4. Affected users required to reset passwords.
5. Notification of affected customers and regulators across multiple states.
## Attack Methodology
- **Initial Access:** Compromise of the Pro Shop website/hosting environment to inject malicious JavaScript (e-skimmer).
- **Persistence:** Maintained via the injected malicious code remaining on the checkout page until remediation.
- **Privilege Escalation:** *Not specified, likely exploited vulnerabilities in the underlying web platform or hosting environment.*
- **Defense Evasion:** Attack relies on the code executing client-side during the payment process, often mimicking legitimate scripts.
- **Credential Access:** Theft of payment card numbers and associated personal/billing information entered during the checkout process.
- **Discovery:** *Not specified.*
- **Lateral Movement:** *Not specified; focused on data collection at the transaction point.*
- **Collection:** Siphoning data entered into input fields within the payment forms.

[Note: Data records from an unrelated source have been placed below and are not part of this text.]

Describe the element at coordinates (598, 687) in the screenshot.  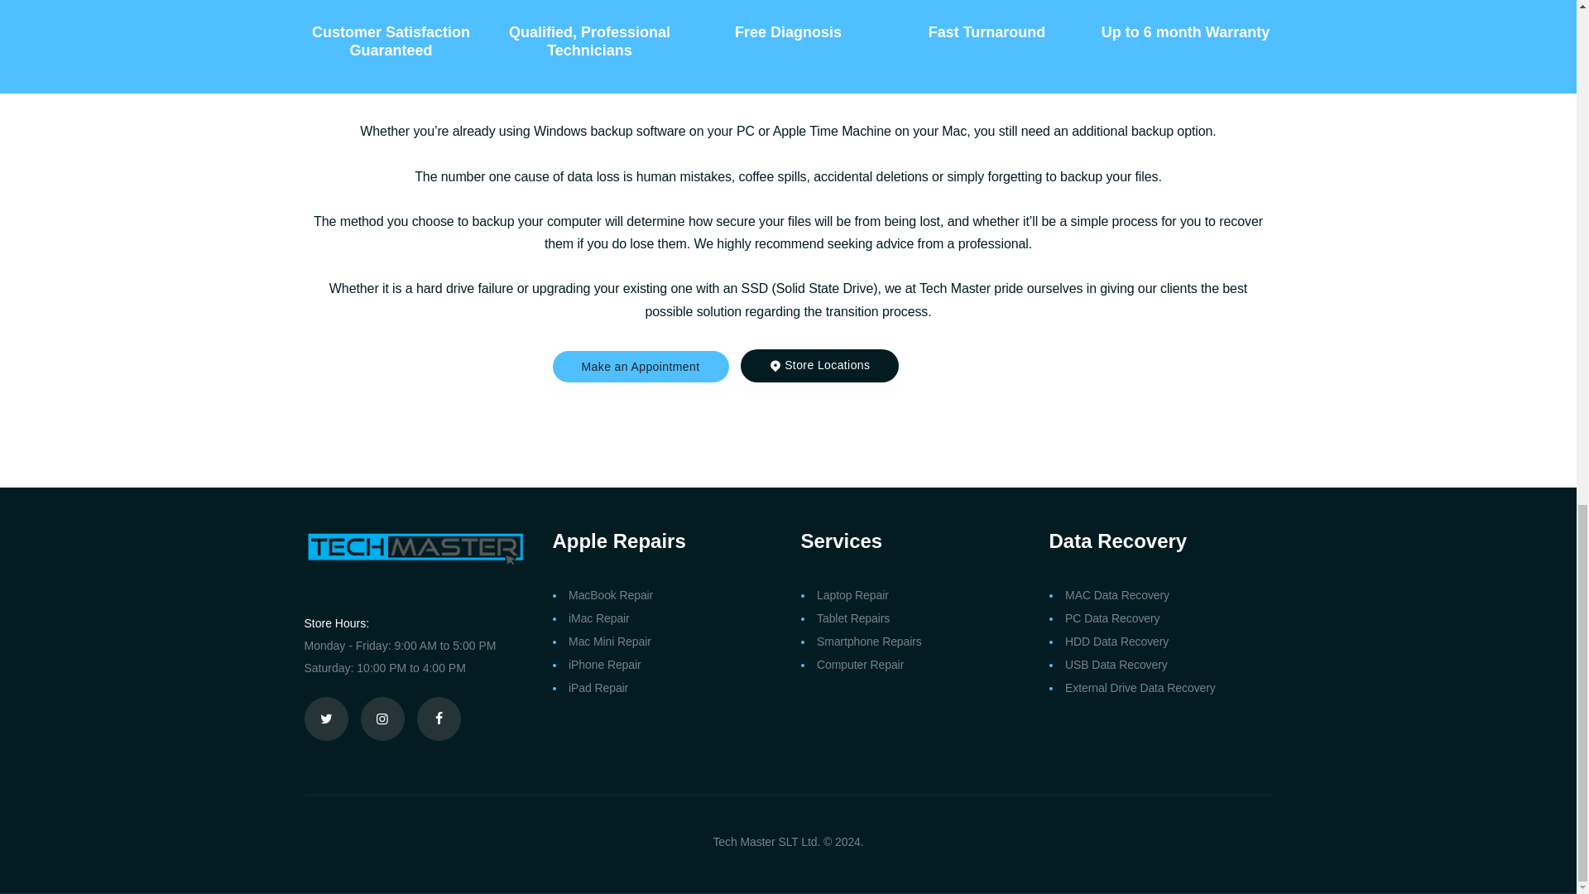
I see `iPad Repair` at that location.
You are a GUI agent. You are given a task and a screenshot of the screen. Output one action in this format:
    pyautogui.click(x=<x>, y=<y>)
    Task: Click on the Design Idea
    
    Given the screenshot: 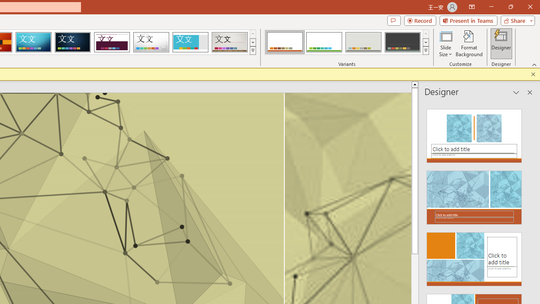 What is the action you would take?
    pyautogui.click(x=474, y=257)
    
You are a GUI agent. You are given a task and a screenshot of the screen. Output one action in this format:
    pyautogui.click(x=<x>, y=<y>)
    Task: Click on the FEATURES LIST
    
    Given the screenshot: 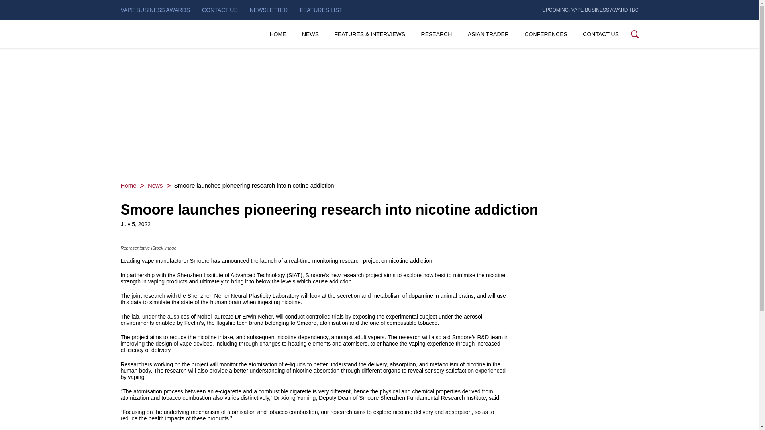 What is the action you would take?
    pyautogui.click(x=321, y=10)
    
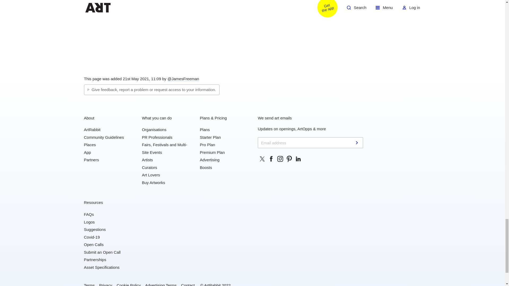 This screenshot has width=509, height=286. Describe the element at coordinates (357, 143) in the screenshot. I see `submit` at that location.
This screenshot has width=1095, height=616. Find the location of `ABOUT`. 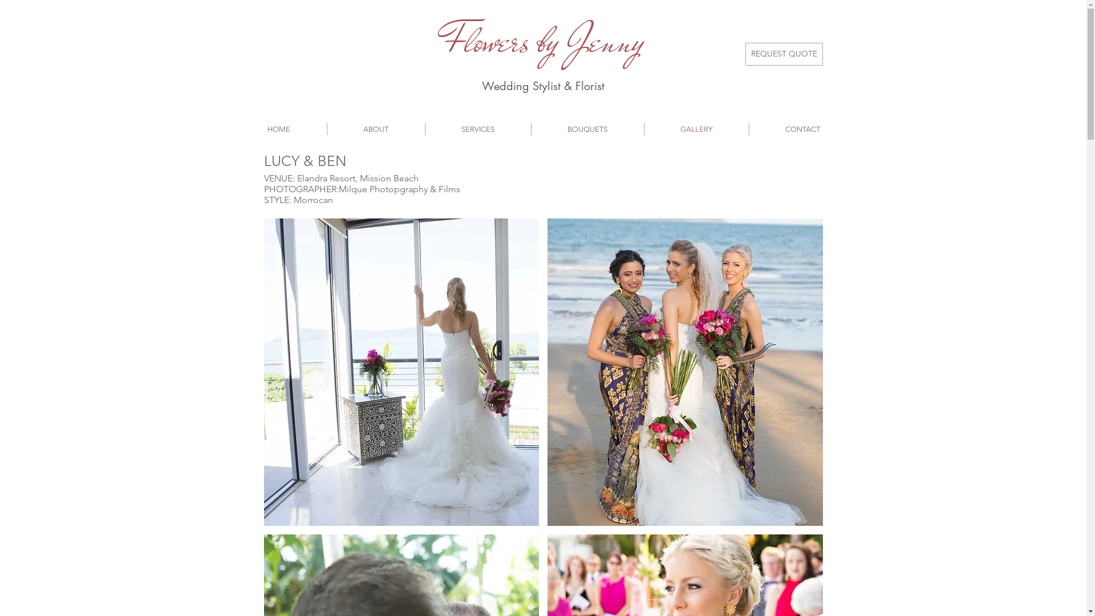

ABOUT is located at coordinates (376, 129).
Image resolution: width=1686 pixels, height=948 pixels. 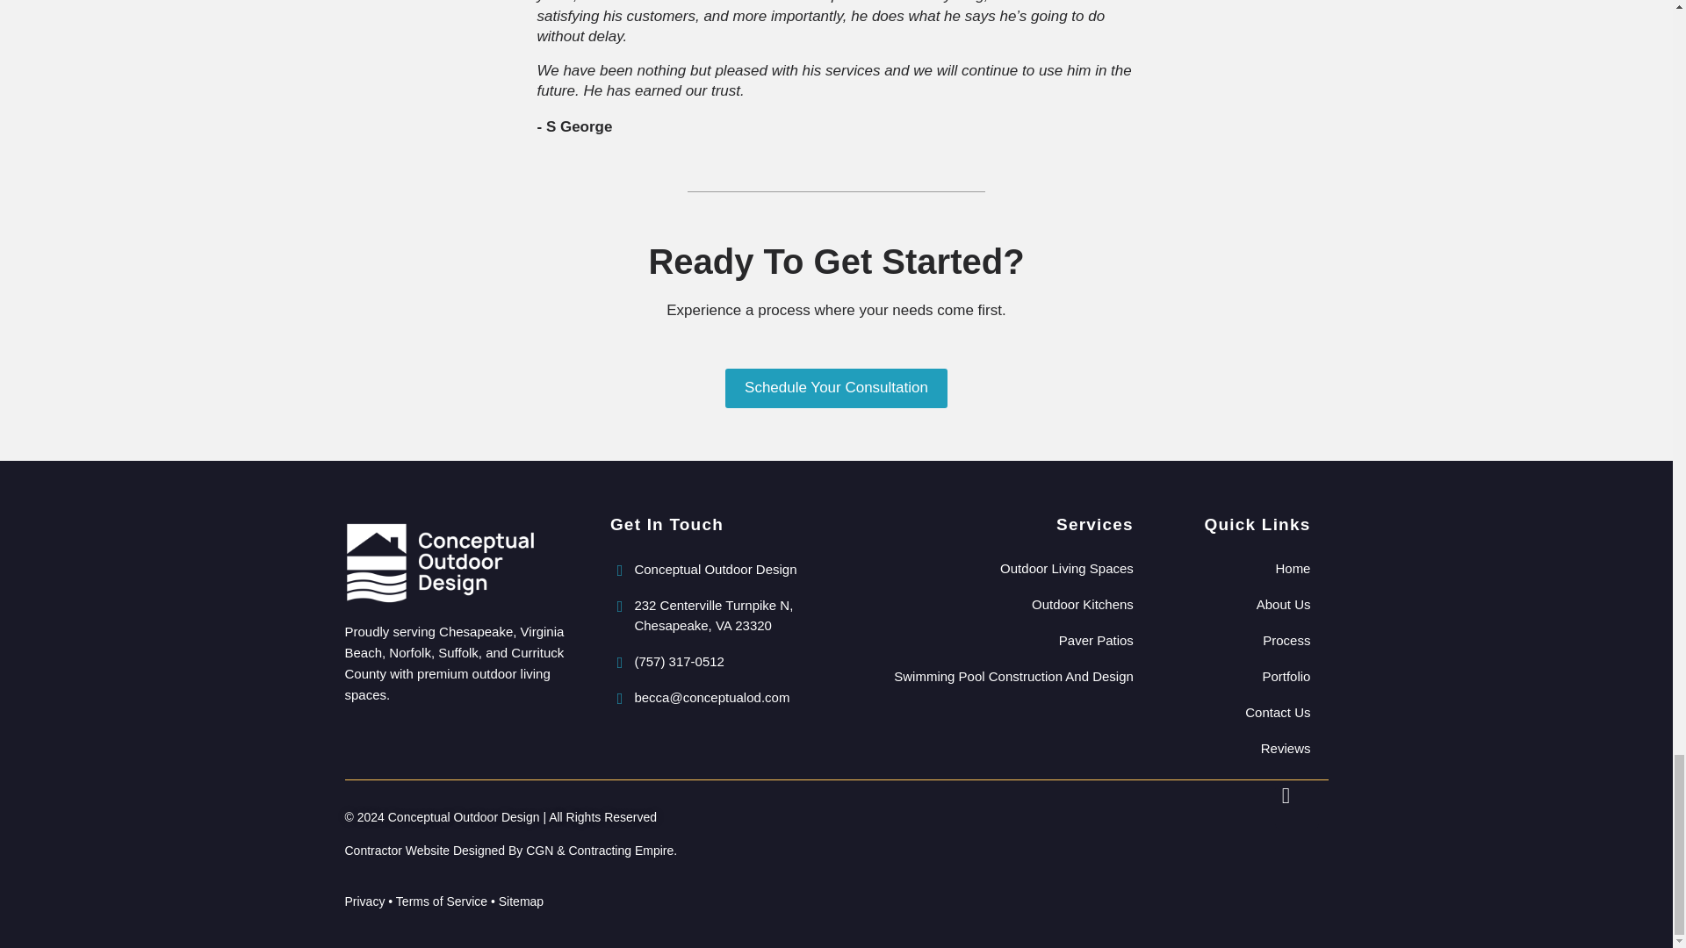 I want to click on Portfolio, so click(x=1240, y=676).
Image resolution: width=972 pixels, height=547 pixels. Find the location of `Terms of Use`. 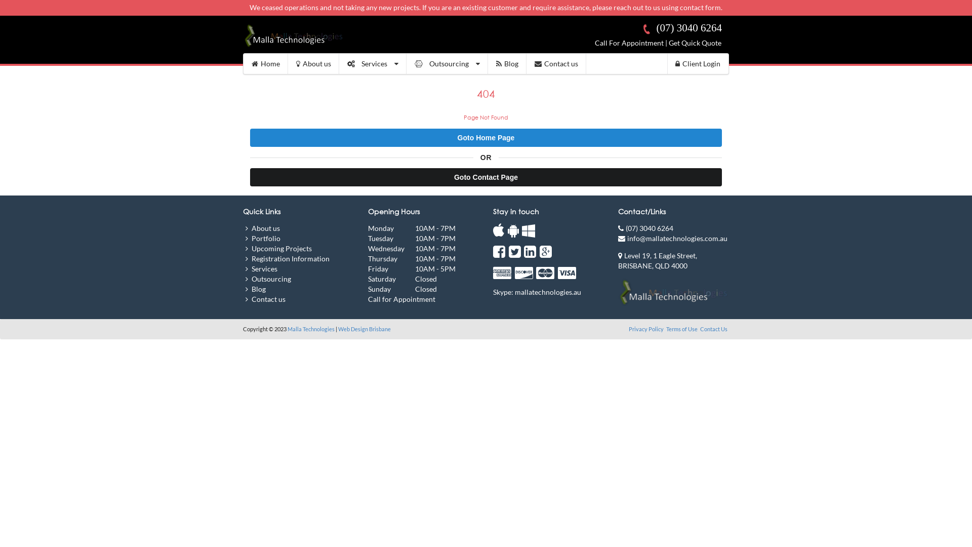

Terms of Use is located at coordinates (683, 329).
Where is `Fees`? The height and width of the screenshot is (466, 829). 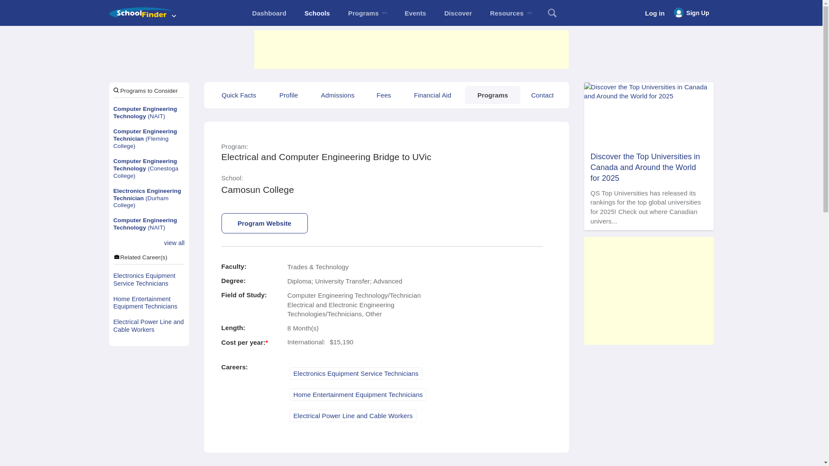
Fees is located at coordinates (383, 95).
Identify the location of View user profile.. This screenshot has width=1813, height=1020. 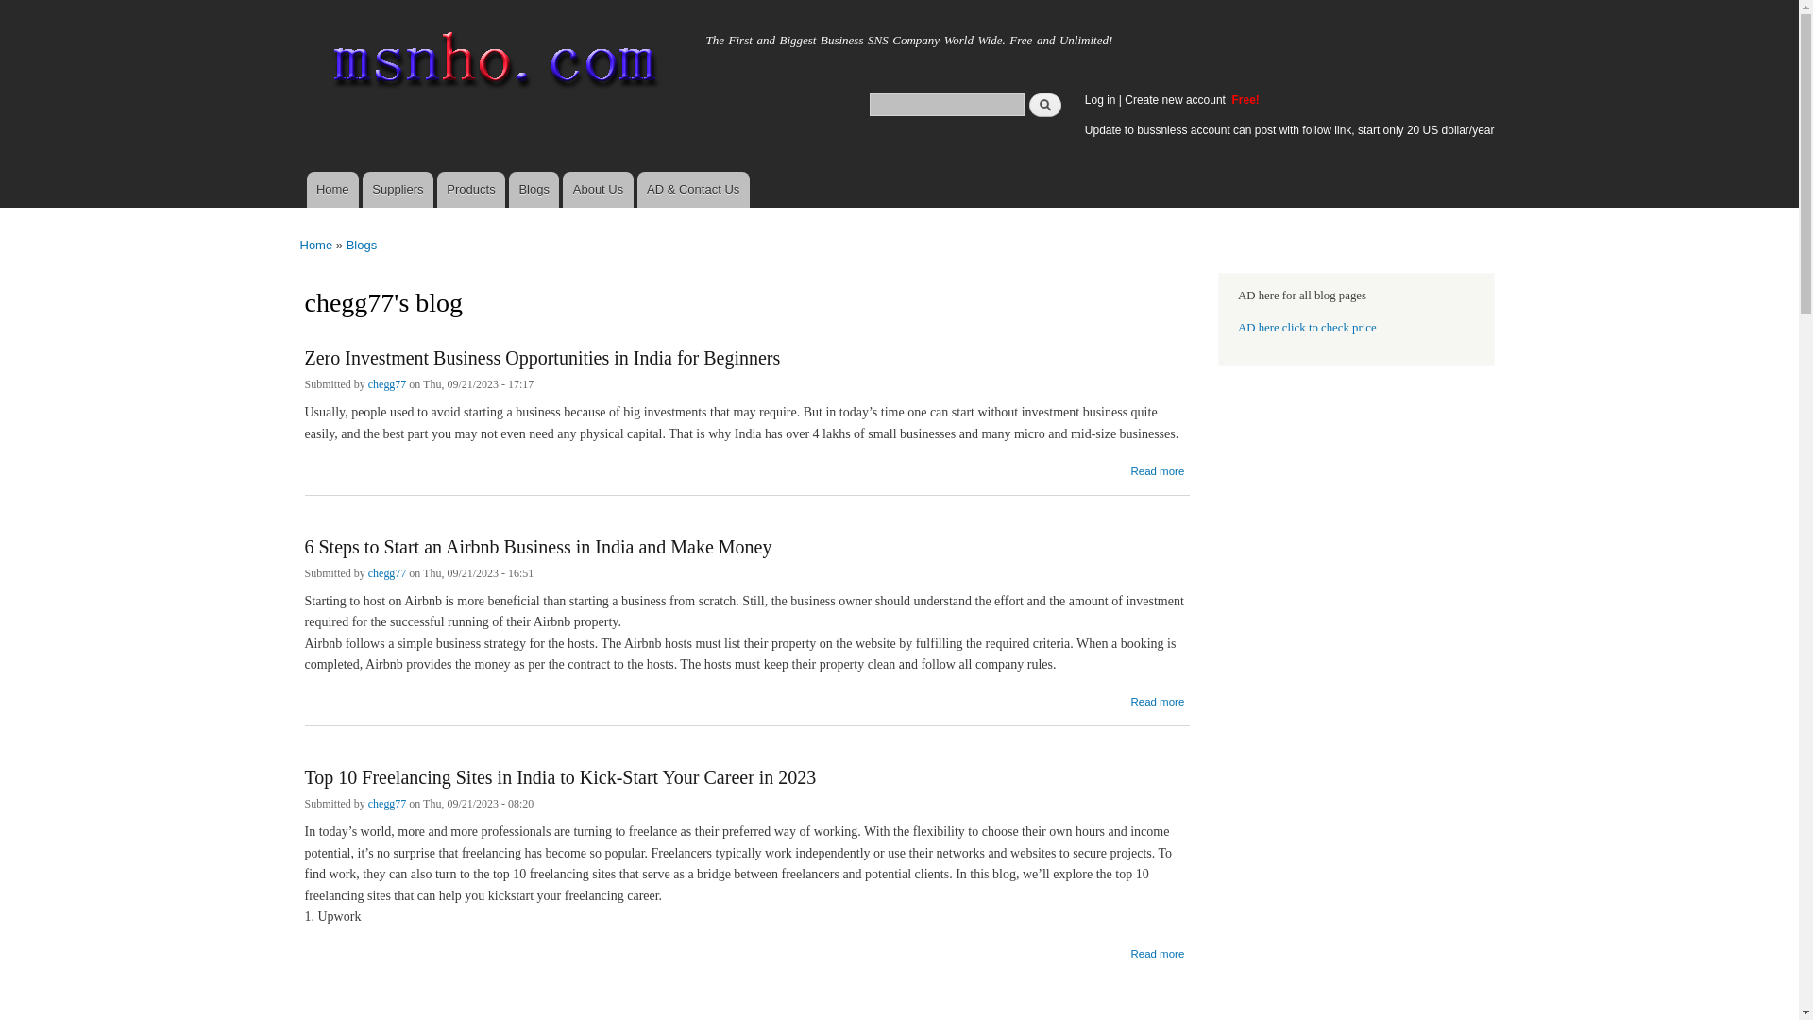
(387, 574).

- **Exfiltration:** *Method of exfiltration is not detailed, typical for e-skimming involves sending data to an external command and control (C2) server.*
- **Impact:** Financial fraud risk and PII/PCI data exposure for thousands of customers.
## Impact Assessment
- **Financial:** Costs related to remediation, investigation, customer notification, and providing credit monitoring services. (Specific organizational cost N/A).
- **Data Breach:** 8,514 individuals impacted. Compromised data includes names, physical addresses, and full Payment Card Information (PCI data).
- **Operational:** Temporary shutdown of payment/checkout functions on the Pro Shop website.
- **Reputational:** Negative public perception due to a major data breach disclosure in early 2025 concerning a fall 2024 incident.
## Indicators of Compromise
- **Network indicators:** *None explicitly provided in defanged or raw format.*
- **File indicators:** Malicious code inserted onto the Pro Shop website checkout pages (Client-side JavaScript).
- **Behavioral indicators:** Unauthorized capturing and redirection of input data from payment form fields.
## Response Actions
- **Containment:** Shut down payment and checkout functionality immediately upon notification on October 23.
- **Eradication:** Identified and removed the malicious code from the Pro Shop website via internal IT team and external cybersecurity experts. Collaborated with the website hosting vendor.
- **Recovery:** Forced password resets for all site account holders. Resumed normal operations after remediation confirmed. Providing affected victims with three years of credit monitoring and identity theft protection via Experian.
## Lessons Learned
- Third-party dependencies (e.g., e-commerce platform vendors) represent significant risk vectors for client-side supply chain attacks like e-skimming.
- The necessity for continuous, specialized monitoring (like that provided by firms tracking e-skimming) is vital for modern payment security beyond traditional network perimeter defenses.
## Recommendations
- Implement Subresource Integrity (SRI) checks for all third-party scripts loaded on checkout pages to prevent unauthorized code injection.
- Increase security monitoring specifically focused on changes to JavaScript files deployed on payment processing pages.
- Broaden PCI compliance auditing routines to include active monitoring for Magecart/e-skimming attack patterns.